25 Ind. 68 | Ind. | 1865
This was an application by the appellant for a writ of habeas corpus. The writ was denied. Lower appeals to this court.
The facts shown by the petition are, that in a proceeding under the act regulating prosecutions in cases of bastardy, and providing for the support of illegitimate children, the petitioner was found guilty, and adjudged to pay to the mother of the bastard $350, in $50 yearly installments. It was ordered that the defendant should, upon failure to pay or replevy the judgment, be committed to the county jail, until the judgment should be paid or replevied. The de
The first question pressed upon our attention in the case in judgment, is the unconstitutionality of that part of the bastardy act which authorizes imprisonment. This court, in the case of Byers et al. v. The State ex rel. Hutchinson, 20 Ind. 47, held that the 4th and 5th sections of this act, so far as they require the defendant to enter into recognizance to appear, &c., in order to prevent’ his imprisonment, are unconstitutional and void, because a prosecution for bastardy is founded neither on a criminal nor penal statute, and is a proceeding to enforce a mere civil obligation, for the nonperformance of which the defendant cannot be imprisoned.
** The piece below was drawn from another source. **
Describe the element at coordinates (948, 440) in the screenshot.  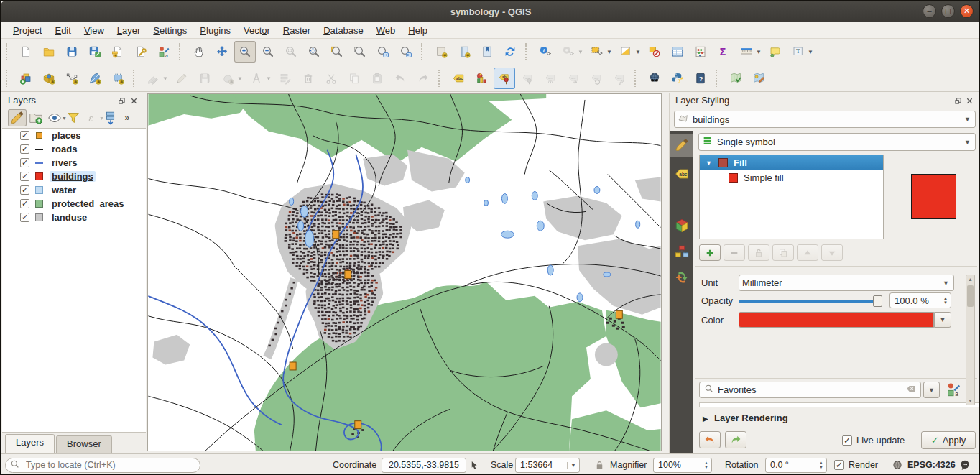
I see `apply-button: ✓ Apply` at that location.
We are now called upon by the appellees to review this decision. The constitution of this State took effect on the 1st day of November, 1851; the act in question was passed a little more than six months afterward, at the first session of the legislature under that" constitution, many of the members of which had constituted a part of the convention which framed it, and all had, as citizens of the State, participated in its adoption. Under this act, imprisonment had been enforced and acted upon by our
The learned judge who delivered the opinion in Byers et al. v. The State ex rel. Hutchinson, supra, disposes of this important question in this summary manner, he says: “That the bastardy act is neither a criminal nor a.penal statute is settled by numerous decisions in Kentucky, of whose statute on the subject ours is a copy. 1 M. & H. Dig. It has thus been treated in this State. The State v. Evans, 19 Ind. 92, and Walker v. The State, 6 Blackf. 1. And' such an act has been held in Iowa to impose simply a civil obligation, to create a debt, for the collection of which, under a constitution forbidding imprisonment for debt, such imprisonment is unlawful, Holmes v. The State, 2 Green’s Iowa R. 501.”
Kinney, J., in delivering the opinion of the court in that ■case, says: “by the constitution adopted since the act passed .to provide for the support of illegitimate children, it is provided ‘that no person shall be imprisoned for any debt, in any civil action, on mense or final process, unless in case of fraud,'and no person shall be imprisoned for a militia fine in •time of peace/ Art. 2, § 9. As this article in the constitution abolishes imprisonment for debt in all civil actions, ■except in cases of fraud, it becomes important to ascertain and determine whether a prosecution under the bastardy act is a civil or criminal proceeding.” The word “ debt,” in our constitution, does not of itself afford any criterion by which the class of cases can be determined in which imprisonment for debt has been abolished. The word includes that which is .due from one person to another, whether money, goods or services; that which one person is bound to pay to another, or to jperform for his benefit; that of which payment is liable -.to be exacted; due, obligation, liability. It is then .a matter of importance to look at the context, to see if there is any thing which will afford the means by which it may be determined what class of cases are embraced. We have seen that the same word, in the preceding clause of the same sentence, is limited to debts created by contracts, express ob implied, and the maxim copulatio verborum indicat ■ acceptationem ineodem sensu, is a safe and sound rule in the con•struetion.of doubtful phrases and sentences; and, unless there :is something to indicate a different intent, it is fair to presume •¡.that a word in question, and those which surround it, or immediately follow it, are designed to be ejusdem generis, and ireferrible to the same subject matter, or to be interpreted in. a similar sense. And moreover, it was. as equitable and as
The case of Byers et al. v. The State ex rel. Hutchinson, supra, is overruled.
It is urged that as the appellant was not in custody at the time of the trial, the court below had no^power to order his committal. Section 15 of the bastardy act, 2 G. & H. 628, provides that “ such court shall on such verdict and judgment make such order as may seem just, for the securing such maintenance and education of such child, by the annual payment to such mother, or if she be dead, or an improper person to receive the same, to such other person as the court may direct, of such sums of money as may be adjudged proper, and shall render judgment for the same, specifying the terms of payment; and shall require of such defendant, if he be in custody, to replevy such judg
It is claimed that the appellant was entitled to be discharged as an insolvent debtor, under the provisions of the code. 2 GL & H. pp. 257-8. There is nothing in this. The statute does not apply to persons in prison as for contempt, for failing or refusing to pay or replevy a judgment in bastardy. It only applies to judgment debtors who are charged in execution against the body, after a trial for fraud.
The judgment is affirmed, with costs.